Do we care about our children?
No single country is adequately protecting children's health, their environment and their futures, finds a landmark report released by a Commission of over 40 child and adolescent health experts from around the world. The Commission was convened by the World Health Organization (WHO), UNICEF and The Lancet.
The report, A Future for the World's Children?, finds that the health and future of every child and adolescent worldwide is under immediate threat from ecological degradation, climate change and exploitative marketing practices that push heavily processed fast food, sugary drinks, alcohol and tobacco at children.
Intensifying climate change threatens every child's future
The report includes a new global index of 180 countries, comparing performance on child flourishing, including measures of child survival and well-being, such as health, education, and nutrition; sustainability, with a proxy for greenhouse gas emissions, and equity, or income gaps.
According to the report, while the poorest countries need to do more to support their children's ability to live healthy lives, excessive carbon emissions – disproportionately from wealthier countries – threaten the future of all children. If global warming exceeds 4°C by the year 2100 in line with current projections, this would lead to devastating health consequences for children, due to rising ocean levels, heatwaves, proliferation of diseases like malaria and dengue, and malnutrition.
The index shows that children in Norway, the Republic of Korea, and the Netherlands have the best chance at survival and well-being, while children in Central African Republic, Chad, Somalia, Niger and Mali face the worst odds. However, when authors took per capita CO2 emissions into account, the top countries trail behind: Norway ranked 156, the Republic of Korea 166, and the Netherlands 160. Each of the three emits 210% more CO2 per capita than their 2030 target. The United States of America (USA), Australia, and Saudi Arabia are among the ten worst emitters.
The only countries on track to beat CO2 emission per capita targets by 2030, while also performing fairly (within the top 70) on child flourishing measures are: Albania, Armenia, Grenada, Jordan, Moldova, Sri Lanka, Tunisia, Uruguay and Vietnam.
Harmful commercial marketing preys on children – with childhood obesity increasing 11-fold
The report also highlights the distinct threat posed to children from harmful marketing. Evidence suggests that children in some countries see as many as 30,000 advertisements on television alone in a single year, while youth exposure to vaping (e-cigarettes) advertisements increased by more than 250% in the USA over two years, reaching more than 24 million young people.
Children's exposure to commercial marketing of junk food and sugary beverages is associated with purchase of unhealthy foods and overweight and obesity, linking predatory marketing to the alarming rise in childhood obesity. The number of obese children and adolescents increased from 11 million in 1975 to 124 million in 2016 – an 11-fold increase, with dire individual and societal costs.
A manifesto for immediate action on child and adolescent health
To protect children, the independent Commission authors call for a new global movement driven by and for children. Specific recommendations include:
1. Stop CO2 emissions with the utmost urgency, to ensure children have a future on this planet;
2. Place children and adolescents at the centre of our efforts to achieve sustainable development;
3. New policies and investment in all sectors to work towards child health and rights;
4. Incorporate children's voices into policy decisions;
5. Tighten national regulation of harmful commercial marketing, supported by a new Optional Protocol to the UN Convention on the Rights of the Child.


▶ **PROBLEM REQUIREMENTS**
Go through the material line by line and copy each one with the word "models".

▶ **EXERCISE DATA**
+ + + + + + +
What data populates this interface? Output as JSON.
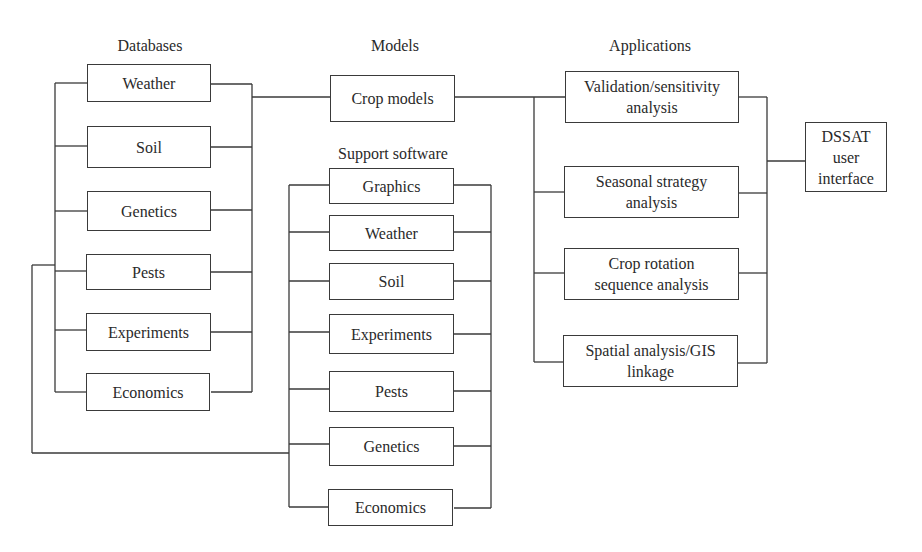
{
  "headers": {
    "databases": "Databases",
    "models": "Models",
    "support_software": "Support software",
    "applications": "Applications"
  },
  "databases": [
    "Weather",
    "Soil",
    "Genetics",
    "Pests",
    "Experiments",
    "Economics"
  ],
  "models": {
    "crop_models": "Crop models"
  },
  "support_software": [
    "Graphics",
    "Weather",
    "Soil",
    "Experiments",
    "Pests",
    "Genetics",
    "Economics"
  ],
  "applications": [
    "Validation/sensitivity\nanalysis",
    "Seasonal strategy\nanalysis",
    "Crop rotation\nsequence analysis",
    "Spatial analysis/GIS\nlinkage"
  ],
  "interface": {
    "dssat": "DSSAT\nuser\ninterface"
  }
}
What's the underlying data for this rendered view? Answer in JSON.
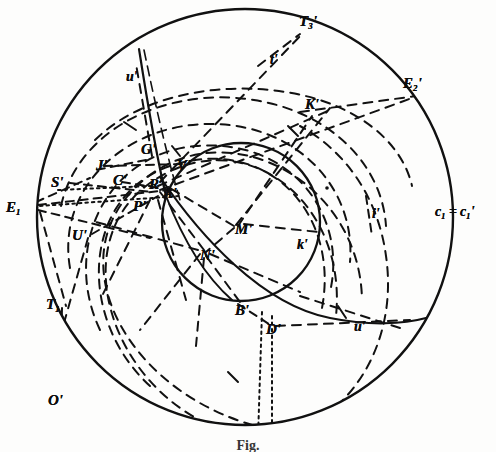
{
  "figure": {
    "caption": "Fig.",
    "background_color": "#fdfdfc",
    "ink_color": "#111111"
  },
  "circles": {
    "outer_label": "c₁ = c₁'",
    "outer_label_plain": "c1 = c1'",
    "inner_label": "k'",
    "outer_center": [
      245,
      217
    ],
    "outer_radius": 208,
    "inner_center": [
      241,
      222
    ],
    "inner_radius": 79
  },
  "labels": [
    {
      "id": "T3p",
      "text": "T",
      "sub": "3",
      "prime": "'",
      "x": 299,
      "y": 14,
      "size": "cap"
    },
    {
      "id": "tp",
      "text": "t",
      "sub": "",
      "prime": "'",
      "x": 270,
      "y": 53,
      "size": "low"
    },
    {
      "id": "E2p",
      "text": "E",
      "sub": "2",
      "prime": "'",
      "x": 403,
      "y": 76,
      "size": "cap"
    },
    {
      "id": "Kp",
      "text": "K",
      "sub": "",
      "prime": "'",
      "x": 305,
      "y": 97,
      "size": "cap"
    },
    {
      "id": "up_top",
      "text": "u",
      "sub": "",
      "prime": "'",
      "x": 126,
      "y": 70,
      "size": "low"
    },
    {
      "id": "Gp",
      "text": "G",
      "sub": "",
      "prime": "'",
      "x": 141,
      "y": 142,
      "size": "cap"
    },
    {
      "id": "Jp",
      "text": "J",
      "sub": "",
      "prime": "'",
      "x": 96,
      "y": 158,
      "size": "cap"
    },
    {
      "id": "Sp",
      "text": "S",
      "sub": "",
      "prime": "'",
      "x": 51,
      "y": 175,
      "size": "cap"
    },
    {
      "id": "Cp",
      "text": "C",
      "sub": "",
      "prime": "'",
      "x": 113,
      "y": 173,
      "size": "cap"
    },
    {
      "id": "Vp",
      "text": "V",
      "sub": "",
      "prime": "'",
      "x": 177,
      "y": 158,
      "size": "cap"
    },
    {
      "id": "Rp",
      "text": "R",
      "sub": "",
      "prime": "'",
      "x": 149,
      "y": 177,
      "size": "cap"
    },
    {
      "id": "Ap",
      "text": "A",
      "sub": "",
      "prime": "'",
      "x": 163,
      "y": 186,
      "size": "cap"
    },
    {
      "id": "Pp",
      "text": "P",
      "sub": "",
      "prime": "'",
      "x": 133,
      "y": 199,
      "size": "cap"
    },
    {
      "id": "E1",
      "text": "E",
      "sub": "1",
      "prime": "",
      "x": 6,
      "y": 200,
      "size": "cap"
    },
    {
      "id": "Up",
      "text": "U",
      "sub": "",
      "prime": "'",
      "x": 72,
      "y": 228,
      "size": "cap"
    },
    {
      "id": "Mp",
      "text": "M",
      "sub": "",
      "prime": "'",
      "x": 235,
      "y": 222,
      "size": "cap"
    },
    {
      "id": "Np",
      "text": "N",
      "sub": "",
      "prime": "'",
      "x": 200,
      "y": 248,
      "size": "cap"
    },
    {
      "id": "kp",
      "text": "k",
      "sub": "",
      "prime": "'",
      "x": 297,
      "y": 238,
      "size": "low"
    },
    {
      "id": "ip",
      "text": "i",
      "sub": "",
      "prime": "'",
      "x": 372,
      "y": 207,
      "size": "low"
    },
    {
      "id": "c1c1",
      "text": "c",
      "sub": "1",
      "prime": "= c₁'",
      "x": 435,
      "y": 205,
      "size": "low",
      "special": "c-pair"
    },
    {
      "id": "T1",
      "text": "T",
      "sub": "1",
      "prime": "",
      "x": 46,
      "y": 297,
      "size": "cap"
    },
    {
      "id": "Bp",
      "text": "B",
      "sub": "",
      "prime": "'",
      "x": 235,
      "y": 303,
      "size": "cap"
    },
    {
      "id": "Dp",
      "text": "D",
      "sub": "",
      "prime": "'",
      "x": 266,
      "y": 322,
      "size": "cap"
    },
    {
      "id": "up_bot",
      "text": "u",
      "sub": "",
      "prime": "'",
      "x": 354,
      "y": 320,
      "size": "low"
    },
    {
      "id": "Op",
      "text": "O",
      "sub": "",
      "prime": "'",
      "x": 48,
      "y": 393,
      "size": "cap"
    }
  ],
  "label_text": {
    "T3p": "T₃'",
    "tp": "t'",
    "E2p": "E₂'",
    "Kp": "K'",
    "up_top": "u'",
    "Gp": "G'",
    "Jp": "J'",
    "Sp": "S'",
    "Cp": "C'",
    "Vp": "V'",
    "Rp": "R'",
    "Ap": "A'",
    "Pp": "P'",
    "E1": "E₁",
    "Up": "U'",
    "Mp": "M'",
    "Np": "N'",
    "kp": "k'",
    "ip": "i'",
    "c1c1": "c₁ = c₁'",
    "T1": "T₁",
    "Bp": "B'",
    "Dp": "D'",
    "up_bot": "u'",
    "Op": "O'"
  },
  "line_styles": {
    "solid": "continuous stroke",
    "dashed": "long dash construction arc",
    "dotted": "fine dotted chord"
  }
}
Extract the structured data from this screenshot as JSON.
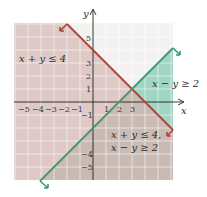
{
  "figure": {
    "title": "",
    "axes": {
      "x_label": "x",
      "y_label": "y",
      "x_ticks": [
        "−5",
        "−4",
        "−3",
        "−2",
        "−1",
        "1",
        "2",
        "3"
      ],
      "y_ticks": [
        "5",
        "3",
        "2",
        "1",
        "−1",
        "−4",
        "−5"
      ],
      "xlim": [
        -6,
        6
      ],
      "ylim": [
        -6,
        6
      ]
    },
    "region_labels": {
      "ineq1": "x + y ≤ 4",
      "ineq2": "x − y ≥ 2",
      "solution_line1": "x + y ≤ 4,",
      "solution_line2": "x − y ≥ 2"
    },
    "lines": [
      {
        "name": "x + y = 4",
        "color": "#a5473f",
        "shade": "below-left",
        "shade_color": "#d9c2bf"
      },
      {
        "name": "x − y = 2",
        "color": "#3a9a72",
        "shade": "below-right",
        "shade_color": "#8fcdbb"
      }
    ],
    "colors": {
      "grid": "#ffffff",
      "grid_bg": "#f1eeee",
      "overlap": "#c7b8b2",
      "axis": "#222222"
    }
  }
}
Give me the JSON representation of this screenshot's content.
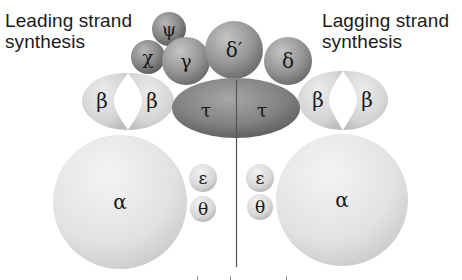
{
  "labels": {
    "leading": {
      "line1": "Leading strand",
      "line2": "synthesis"
    },
    "lagging": {
      "line1": "Lagging strand",
      "line2": "synthesis"
    }
  },
  "subunits": {
    "psi": "ψ",
    "chi": "χ",
    "gamma": "γ",
    "delta_prime": "δ′",
    "delta": "δ",
    "tau_left": "τ",
    "tau_right": "τ",
    "beta_left_1": "β",
    "beta_left_2": "β",
    "beta_right_1": "β",
    "beta_right_2": "β",
    "alpha_left": "α",
    "alpha_right": "α",
    "epsilon_left": "ε",
    "theta_left": "θ",
    "epsilon_right": "ε",
    "theta_right": "θ"
  },
  "colors": {
    "dark_subunit": "#8a8a8a",
    "tau": "#7d7d7d",
    "beta": "#d9d9d9",
    "alpha": "#e6e6e6",
    "small_core": "#dcdcdc",
    "line": "#555555"
  }
}
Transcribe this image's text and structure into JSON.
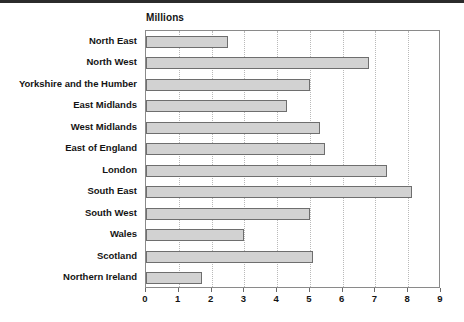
{
  "chart_data": {
    "type": "bar",
    "orientation": "horizontal",
    "title": "Millions",
    "xlabel": "",
    "ylabel": "",
    "xlim": [
      0,
      9
    ],
    "xticks": [
      0,
      1,
      2,
      3,
      4,
      5,
      6,
      7,
      8,
      9
    ],
    "grid": true,
    "legend": false,
    "bar_color": "#d2d2d2",
    "bar_border_color": "#6e6e6e",
    "categories": [
      "North East",
      "North West",
      "Yorkshire and the Humber",
      "East Midlands",
      "West Midlands",
      "East of England",
      "London",
      "South East",
      "South West",
      "Wales",
      "Scotland",
      "Northern Ireland"
    ],
    "values": [
      2.5,
      6.8,
      5.0,
      4.3,
      5.3,
      5.45,
      7.35,
      8.1,
      5.0,
      3.0,
      5.1,
      1.7
    ]
  }
}
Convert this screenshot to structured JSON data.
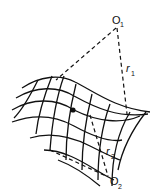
{
  "diagram": {
    "labels": {
      "center1": {
        "main": "O",
        "sub": "1"
      },
      "center2": {
        "main": "O",
        "sub": "2"
      },
      "radius1": {
        "main": "r",
        "sub": "1"
      },
      "radius2": {
        "main": "r",
        "sub": "2"
      }
    },
    "point": "surface-point"
  }
}
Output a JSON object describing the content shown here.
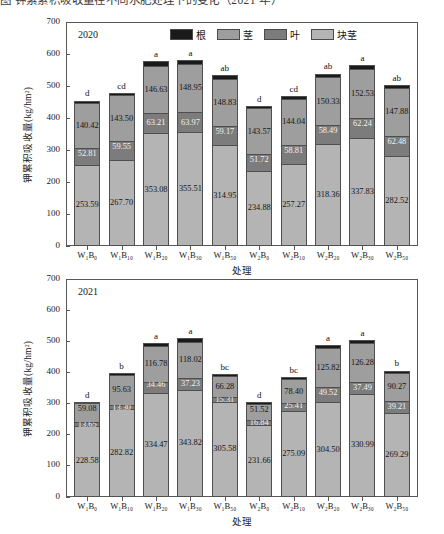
{
  "caption": "图  钾素累积吸收量在不同水肥处理下的变化（2021 年）",
  "axis": {
    "ylabel": "钾累积吸收量(kg/hm²)",
    "xlabel": "处理",
    "yticks": [
      0,
      100,
      200,
      300,
      400,
      500,
      600,
      700
    ],
    "ylim": [
      0,
      700
    ]
  },
  "legend": [
    {
      "name": "root",
      "label": "根",
      "color": "#1a1a1a"
    },
    {
      "name": "stem",
      "label": "茎",
      "color": "#9e9e9e"
    },
    {
      "name": "leaf",
      "label": "叶",
      "color": "#7c7c7c"
    },
    {
      "name": "tuber",
      "label": "块茎",
      "color": "#b4b4b4"
    }
  ],
  "colors": {
    "root": "#1a1a1a",
    "stem": "#9e9e9e",
    "leaf": "#7c7c7c",
    "tuber": "#b4b4b4",
    "axis": "#585858",
    "text": "#1a1a1a"
  },
  "categories": [
    "W₁B₀",
    "W₁B₁₀",
    "W₁B₂₀",
    "W₁B₃₀",
    "W₁B₅₀",
    "W₂B₀",
    "W₂B₁₀",
    "W₂B₂₀",
    "W₂B₃₀",
    "W₂B₅₀"
  ],
  "chart_data": [
    {
      "type": "bar",
      "subtype": "stacked",
      "title": "2020",
      "xlabel": "处理",
      "ylabel": "钾累积吸收量(kg/hm²)",
      "ylim": [
        0,
        700
      ],
      "yticks": [
        0,
        100,
        200,
        300,
        400,
        500,
        600,
        700
      ],
      "grid": false,
      "legend_position": "top",
      "categories": [
        "W₁B₀",
        "W₁B₁₀",
        "W₁B₂₀",
        "W₁B₃₀",
        "W₁B₅₀",
        "W₂B₀",
        "W₂B₁₀",
        "W₂B₂₀",
        "W₂B₃₀",
        "W₂B₅₀"
      ],
      "series": [
        {
          "name": "块茎",
          "key": "tuber",
          "values": [
            253.59,
            267.7,
            353.08,
            355.51,
            314.95,
            234.88,
            257.27,
            318.36,
            337.83,
            282.52
          ]
        },
        {
          "name": "叶",
          "key": "leaf",
          "values": [
            52.81,
            59.55,
            63.21,
            63.97,
            59.17,
            51.72,
            58.81,
            58.49,
            62.24,
            62.48
          ]
        },
        {
          "name": "茎",
          "key": "stem",
          "values": [
            140.42,
            143.5,
            146.63,
            148.95,
            148.83,
            143.57,
            144.04,
            150.33,
            152.53,
            147.88
          ]
        },
        {
          "name": "根",
          "key": "root",
          "values": [
            8.0,
            8.5,
            14.0,
            14.0,
            11.0,
            8.0,
            9.0,
            12.0,
            13.0,
            11.0
          ]
        }
      ],
      "significance": [
        "d",
        "cd",
        "a",
        "a",
        "ab",
        "d",
        "cd",
        "ab",
        "a",
        "ab"
      ]
    },
    {
      "type": "bar",
      "subtype": "stacked",
      "title": "2021",
      "xlabel": "处理",
      "ylabel": "钾累积吸收量(kg/hm²)",
      "ylim": [
        0,
        700
      ],
      "yticks": [
        0,
        100,
        200,
        300,
        400,
        500,
        600,
        700
      ],
      "grid": false,
      "legend_position": "none",
      "categories": [
        "W₁B₀",
        "W₁B₁₀",
        "W₁B₂₀",
        "W₁B₃₀",
        "W₁B₅₀",
        "W₂B₀",
        "W₂B₁₀",
        "W₂B₂₀",
        "W₂B₃₀",
        "W₂B₅₀"
      ],
      "series": [
        {
          "name": "块茎",
          "key": "tuber",
          "values": [
            228.58,
            282.82,
            334.47,
            343.82,
            305.58,
            231.66,
            275.09,
            304.5,
            330.99,
            269.29
          ]
        },
        {
          "name": "叶",
          "key": "leaf",
          "values": [
            13.65,
            13.3,
            34.46,
            37.23,
            15.31,
            16.84,
            25.41,
            49.52,
            37.49,
            39.21
          ]
        },
        {
          "name": "茎",
          "key": "stem",
          "values": [
            59.08,
            95.63,
            116.78,
            118.02,
            66.28,
            51.52,
            78.4,
            125.82,
            126.28,
            90.27
          ]
        },
        {
          "name": "根",
          "key": "root",
          "values": [
            5.0,
            6.5,
            10.0,
            10.0,
            7.0,
            5.0,
            6.0,
            9.0,
            10.0,
            7.5
          ]
        }
      ],
      "significance": [
        "d",
        "b",
        "a",
        "a",
        "bc",
        "d",
        "bc",
        "a",
        "a",
        "b"
      ]
    }
  ]
}
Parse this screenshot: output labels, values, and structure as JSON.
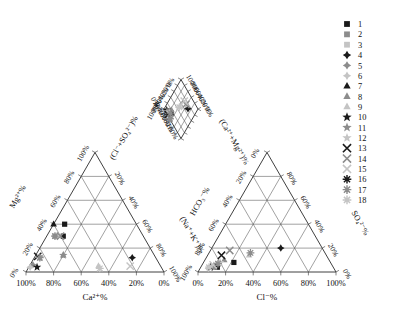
+ + + + + + +
▶ **WRITTEN RESPONSE**
    "models": "Models",
  "models": {
    "crop_models": "Crop models"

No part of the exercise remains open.